The reason I want to write more of what this looks like is that it's almost entirely undocumented. The lab side gets papers, twitter threads, podcasts, hour-long youtube essays. The field side gets vendor blog posts and case studies that have been through eight rounds of legal review. The actual texture of the work, the genuine lessons, the things that surprised the people doing them, mostly stays inside private rooms.

I want to push some of that out. Not because it's secret. Because it's useful, and there isn't enough of it, and the people who could write it down mostly don't.

A few things from this seat that I think don't get enough airtime:

The "is it good enough" question rarely turns on capability anymore. It turns on tolerance. How much wrongness can the workflow absorb? How fast can a human correct it when it's wrong? What is the cost of an error and how is it distributed? Most of the time, the AI is good enough. The question is whether the workflow around it is.

The operators who do the best work with this technology share a specific trait, which is that they ask a lot of dumb questions on purpose. They ask why the thing is the way it is. They ask what would happen if the constraint went away. They poke at the assumptions. The technology rewards this kind of thinking, because it's mostly removing constraints that used to be load-bearing.

Most of what looks like AI adoption inside a company is actually re-organization. The model is the lever. The actual change is in who reports to whom, what gets centralized, what gets decentralized, what jobs get redrawn. Companies that try to adopt AI without reorganizing get a tiny fraction of the value. Companies that use AI as the forcing function for the reorganization they needed anyway get most of it.

The people inside the labs underestimate how slow and political enterprise adoption is, and that's mostly fine. The people inside the enterprises underestimate how fast the capability is moving, and that's a bigger problem. Both groups would benefit from talking to each other more. They don't, much. There's a real opportunity in being a credible translator.

why this matters, and why I'm writing it down

I want to spend the next decade in front of this. I want to be in the rooms where the absorption decisions get made, because those rooms are where the shape of the next economy is being decided, and the shape of the next economy is the shape of the next society, and I'm not done living in this one.
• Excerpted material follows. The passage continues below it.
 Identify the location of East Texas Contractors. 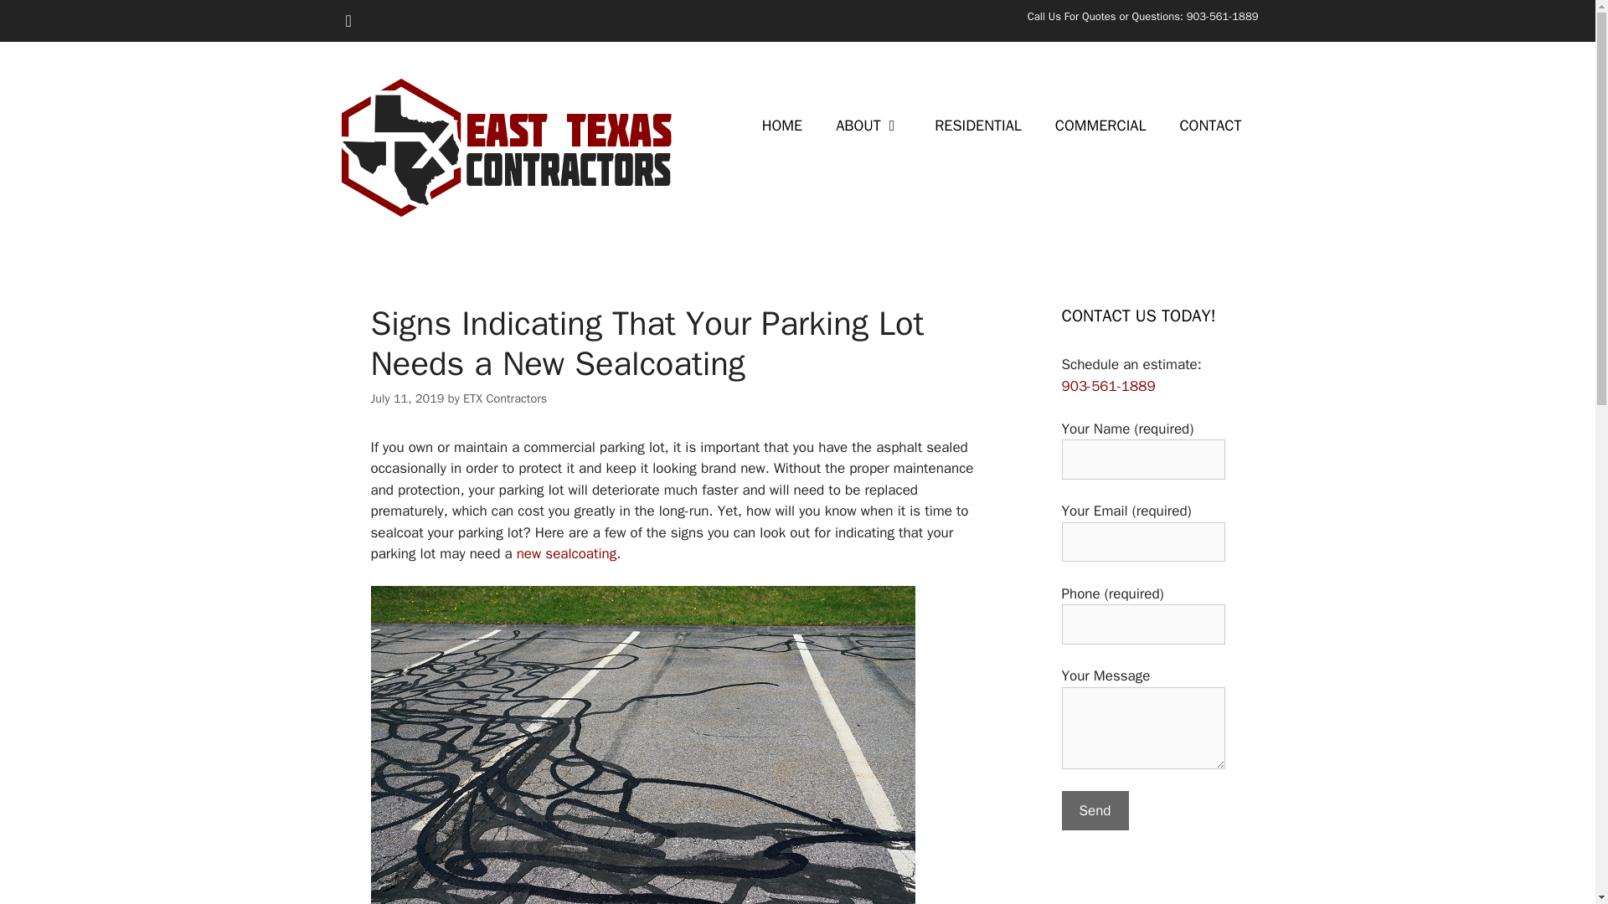
(504, 147).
The reason I'm putting this on the internet, rather than keeping it as a private operating principle, is that I think there are more people who would want this seat than have figured out it exists. The conversation about how to spend your career in the AI era is dominated by the lab path, because that's the loud one. The field path is quieter and at least as consequential and currently understaffed.

If you're a smart engineer or operator or researcher trying to figure out where to put yourself, consider the field. Not the lab. Or not only the lab. The work is real, the impact is outsized, the seats are open, and the view from inside is the most interesting view I've found.

I'll keep writing what I see from here.